I first sensed it with Micah Willis.
He and Christina came often to Liberty in the evenings, after we had all had our dinners and the washing up was done. These evenings had begun that lonely, uneasy first summer of the war, and we had simply, in the manner of old friends, kept the habit going. We did now what we had done then: we listened to music and talked of anything in the world that intrigued and comforted us, we drank coffee and sometimes a little brandy and ate leftover pie, we laughed and told stories of our childhood and made fun of the people around us who, we felt, merited it. Just as old friends do everywhere.
Sometimes, when he was in Retreat, Peter joined us and enjoyed the evenings almost as much as I did. He had always been fond of Tina, saying she was a veritable mother lode of unmined gold, and Micah Willis had long had both his liking and his respect.
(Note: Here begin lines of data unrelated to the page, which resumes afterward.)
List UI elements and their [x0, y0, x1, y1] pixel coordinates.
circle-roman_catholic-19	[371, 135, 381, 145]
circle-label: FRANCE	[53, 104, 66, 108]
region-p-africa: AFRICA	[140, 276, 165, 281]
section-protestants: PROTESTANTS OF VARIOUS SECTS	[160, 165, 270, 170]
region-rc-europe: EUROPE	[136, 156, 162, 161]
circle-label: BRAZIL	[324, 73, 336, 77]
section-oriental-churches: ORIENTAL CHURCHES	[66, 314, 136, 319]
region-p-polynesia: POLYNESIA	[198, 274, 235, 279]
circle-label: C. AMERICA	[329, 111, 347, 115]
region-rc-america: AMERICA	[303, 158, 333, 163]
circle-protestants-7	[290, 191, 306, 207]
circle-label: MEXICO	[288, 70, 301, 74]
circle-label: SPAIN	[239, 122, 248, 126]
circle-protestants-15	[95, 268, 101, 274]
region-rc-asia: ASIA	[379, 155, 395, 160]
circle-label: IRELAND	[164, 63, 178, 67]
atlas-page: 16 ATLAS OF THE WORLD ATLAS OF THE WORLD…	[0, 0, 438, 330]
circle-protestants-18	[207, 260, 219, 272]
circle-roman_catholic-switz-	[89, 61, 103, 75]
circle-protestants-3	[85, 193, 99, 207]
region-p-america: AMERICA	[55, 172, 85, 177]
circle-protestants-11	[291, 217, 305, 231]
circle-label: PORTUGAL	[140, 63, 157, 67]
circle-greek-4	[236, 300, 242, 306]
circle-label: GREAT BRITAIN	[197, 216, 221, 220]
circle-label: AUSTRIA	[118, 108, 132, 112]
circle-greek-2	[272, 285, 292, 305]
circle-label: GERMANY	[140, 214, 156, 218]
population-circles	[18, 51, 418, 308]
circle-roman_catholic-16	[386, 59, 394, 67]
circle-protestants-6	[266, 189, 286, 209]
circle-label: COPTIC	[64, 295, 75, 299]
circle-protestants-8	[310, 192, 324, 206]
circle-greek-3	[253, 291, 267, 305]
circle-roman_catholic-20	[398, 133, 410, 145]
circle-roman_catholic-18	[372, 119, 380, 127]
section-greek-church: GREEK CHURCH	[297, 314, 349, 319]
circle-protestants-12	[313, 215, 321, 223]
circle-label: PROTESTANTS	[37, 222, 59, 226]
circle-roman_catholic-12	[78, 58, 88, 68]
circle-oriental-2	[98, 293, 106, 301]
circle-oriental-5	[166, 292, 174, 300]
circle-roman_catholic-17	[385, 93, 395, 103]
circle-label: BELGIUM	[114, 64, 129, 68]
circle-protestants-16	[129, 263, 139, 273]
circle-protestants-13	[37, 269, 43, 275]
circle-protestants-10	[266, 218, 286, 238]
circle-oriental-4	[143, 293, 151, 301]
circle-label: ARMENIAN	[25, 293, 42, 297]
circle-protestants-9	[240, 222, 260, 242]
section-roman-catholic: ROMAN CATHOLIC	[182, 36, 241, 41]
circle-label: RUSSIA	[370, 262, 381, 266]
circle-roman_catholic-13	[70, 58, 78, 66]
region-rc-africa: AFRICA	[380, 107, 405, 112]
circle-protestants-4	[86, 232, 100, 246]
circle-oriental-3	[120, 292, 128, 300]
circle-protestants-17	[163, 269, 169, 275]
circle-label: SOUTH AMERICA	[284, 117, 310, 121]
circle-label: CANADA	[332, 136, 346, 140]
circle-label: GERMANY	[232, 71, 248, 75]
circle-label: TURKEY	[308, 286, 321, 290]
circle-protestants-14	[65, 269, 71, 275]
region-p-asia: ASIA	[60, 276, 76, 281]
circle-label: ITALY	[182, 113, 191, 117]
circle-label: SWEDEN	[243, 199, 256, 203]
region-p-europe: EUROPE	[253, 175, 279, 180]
The children were fond of the Willises and saw
nothing unusual in the sight of the people who worked for their family in the daytime laughing and drinking brandy in their living room at night. But I have always suspected that the taunts of their colony peers and, less frequently, their peers’ parents sometimes found their mark. No one in the collective memory of Retreat, I’m sure, had ever had the hired hands in their homes as guests. I think Petie and Happy took not a little friendly fire over the situation from time to time, especially from Freddie and Julia Winslow, who took their cue from Gretchen. Whenever something snide about me and the Willises made its way back to my ears, it usually had its genesis with Gretchen Winslow. I cared very little about the talk, and in the main I don’t think Petie did either. He was already grown up and away from Retreat, essentially, now, a creature of a larger and newer world. But the talk could always wound Happy, sensitive as she was in her very soul to criticism, and I shielded her from the tongues of the assorted Winslows as best I could. In the long run, it did not matter. She heard far worse from Mother Hannah.